Create a new Kedro project

There are a few ways to create a new project once you have installed Kedro. For example, you can create a basic Kedro project set up with the project directories and basic code, but empty to extend as you need. Alternatively, you can create a Kedro project populated with template code that acts as a starter example.

Create a new empty project

The simplest way to create a default Kedro project is to navigate to your preferred directory and type:

kedro new

You will be asked to enter a name for your project, which can be human-readable and may contain alphanumeric symbols, spaces, underscores and hyphens. It must be at least two characters long.

Your choice is set as the value of project_name and is used to generate the repo_name and python_package automatically.

So, if you enter “Get Started”, the directory name for the project (repo_name) is automatically set to be get-started, and the Python package name (python_package) for your project is set to be get_started.

Description

Setting

Example

A human-readable name for your new project

project_name

Get Started

Local directory to store your project

repo_name

get-started

The Python package name for your project (short, all-lowercase)

python_package

get_started

The output of kedro new is a directory containing all the project files and subdirectories required for a basic Kedro project, ready to extend with your own code.

Create a new project from a configuration file

If you prefer to customise your new project’s directory and package name, you can instead use a configuration file to specify those values. The configuration file must contain:

  • output_dir The path in which to create the project directory

  • project_name

  • repo_name

  • python_package

The output_dir can be set to wherever you want to create the project. For example, ~ for your home directory, or . for the current working directory. Here is an example config.yml, which assumes that a directory named ~/code already exists:

output_dir: ~/code
project_name: My First Kedro Project
repo_name: testing-kedro
python_package: test_kedro

To create this new project:

kedro new --config <path>/config.yml

Create a new project containing example code

You can use a Kedro Starter to create a project containing template code, to run as-is or to adapt and extend.

To illustrate, we will create a Kedro project with example code based on the familiar Iris dataset.

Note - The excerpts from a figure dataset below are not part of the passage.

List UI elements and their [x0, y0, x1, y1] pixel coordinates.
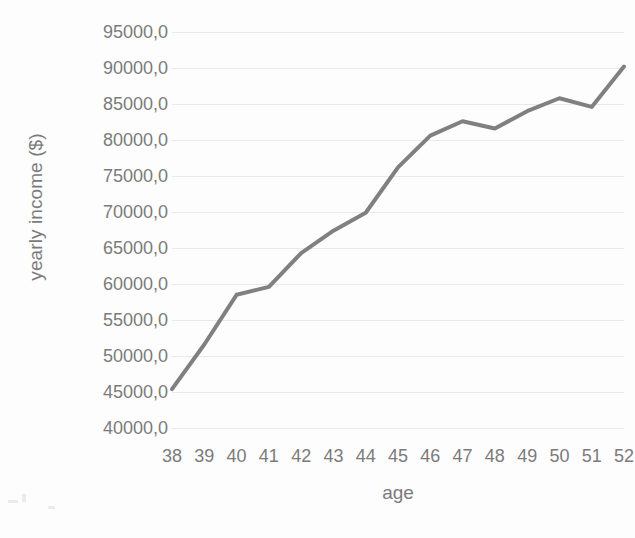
x-axis-title: age	[172, 482, 624, 504]
income-line-series	[172, 32, 624, 428]
x-axis-tick-label: 38	[157, 446, 187, 467]
x-axis-tick-labels: 383940414243444546474849505152	[172, 446, 624, 470]
y-axis-title: yearly income ($)	[25, 107, 47, 307]
x-axis-tick-label: 44	[351, 446, 381, 467]
x-axis-tick-label: 46	[415, 446, 445, 467]
income-line-path	[172, 67, 624, 390]
scan-speckle	[22, 494, 26, 502]
y-axis-tick-labels: 95000,090000,085000,080000,075000,070000…	[62, 32, 168, 428]
x-axis-tick-label: 45	[383, 446, 413, 467]
y-axis-tick-label: 80000,0	[62, 130, 168, 151]
x-axis-tick-label: 50	[544, 446, 574, 467]
y-axis-tick-label: 95000,0	[62, 22, 168, 43]
x-axis-tick-label: 42	[286, 446, 316, 467]
scan-speckle	[8, 500, 18, 503]
x-axis-tick-label: 39	[189, 446, 219, 467]
gridline	[172, 428, 624, 429]
x-axis-tick-label: 52	[609, 446, 635, 467]
y-axis-tick-label: 55000,0	[62, 310, 168, 331]
y-axis-tick-label: 45000,0	[62, 382, 168, 403]
x-axis-tick-label: 40	[222, 446, 252, 467]
y-axis-tick-label: 60000,0	[62, 274, 168, 295]
y-axis-tick-label: 85000,0	[62, 94, 168, 115]
y-axis-tick-label: 40000,0	[62, 418, 168, 439]
scan-speckle	[48, 506, 55, 509]
x-axis-tick-label: 43	[318, 446, 348, 467]
x-axis-tick-label: 47	[448, 446, 478, 467]
y-axis-tick-label: 90000,0	[62, 58, 168, 79]
x-axis-tick-label: 49	[512, 446, 542, 467]
y-axis-tick-label: 50000,0	[62, 346, 168, 367]
y-axis-tick-label: 65000,0	[62, 238, 168, 259]
x-axis-tick-label: 41	[254, 446, 284, 467]
line-chart-figure: yearly income ($) 95000,090000,085000,08…	[0, 0, 635, 538]
x-axis-tick-label: 48	[480, 446, 510, 467]
x-axis-tick-label: 51	[577, 446, 607, 467]
y-axis-tick-label: 70000,0	[62, 202, 168, 223]
y-axis-tick-label: 75000,0	[62, 166, 168, 187]
plot-area	[172, 32, 624, 428]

Background information for the iris dataset example

The dataset was generated in 1936 by the British statistician and biologist Ronald Fisher. The dataset contains 150 samples in total, comprising 50 samples of 3 different species of Iris plant (Iris Setosa, Iris Versicolour and Iris Virginica). For each sample, the flower measurements are recorded for the sepal length, sepal width, petal length and petal width.

A machine learning model can use the Iris dataset to illustrate classification (a method used to determine the type of an object by comparison with similar objects that have previously been categorised). Once trained on known data, the machine learning model can make a predictive classification by comparing a test object to the output of its training data.

Create the example project

The first step is to create the Kedro project using a starter to add the example code and data. Feel free to name your project as you like, but here we will assume the project’s name is get started.

kedro new --starter=pandas-iris

Run the example project

Once you have created the project, to run project-specific Kedro commands, you must navigate to the directory in which it has been created and install the project’s dependencies:

cd get-started
pip install -r src/requirements.txt

You are ready to run the project:

kedro run

Note

The first time you type a kedro command in your new project, you will be asked whether you wish to opt into usage analytics. Your decision is recorded in the .telemetry file so that subsequent calls to kedro in this project do not ask you again.

When the command completes, you should see a log message similar to the following in your console:

[08/09/22 11:23:30] INFO     Model has accuracy of 0.933 on test data.                                        nodes.py:74
                    INFO     Saving data to 'metrics' (MetricsDataSet)...                             data_catalog.py:382
                    INFO     Completed 3 out of 3 tasks                                           sequential_runner.py:85
                    INFO     Pipeline execution completed successfully.                                      runner.py:89

Under the hood: Pipelines and nodes

The example project contains a single pipeline stored in src/get_started/pipeline.py. The pipeline is comprised of nodes that are responsible for splitting the data into training and testing samples, running the 1-nearest neighbour algorithm to make predictions and accuracy-reporting.

The nodes are stored in src/get_started/nodes.py:

Node

Description

Node function name

Split data

Splits the example Iris dataset into train and test samples

split_data

Make Predictions

Makes class predictions (using 1-nearest neighbour classifier and train-test set)

make_predictions

Report accuracy

Reports the accuracy of the predictions performed by the previous node.

report_accuracy

Visualise the project

This is a swift introduction to show how to visualise the project with Kedro-Viz. See the visualisation documentation for more detail.

In your terminal type the following:

kedro viz

This command automatically opens a browser tab to serve the visualisation at http://127.0.0.1:4141/.

You should see the following, which you can explore to learn more about the pipeline, nodes and datasets:

To exit the visualisation, close the browser tab. To regain control of the terminal, enter ⌘+c on Mac or Ctrl+c on Windows or Linux machines.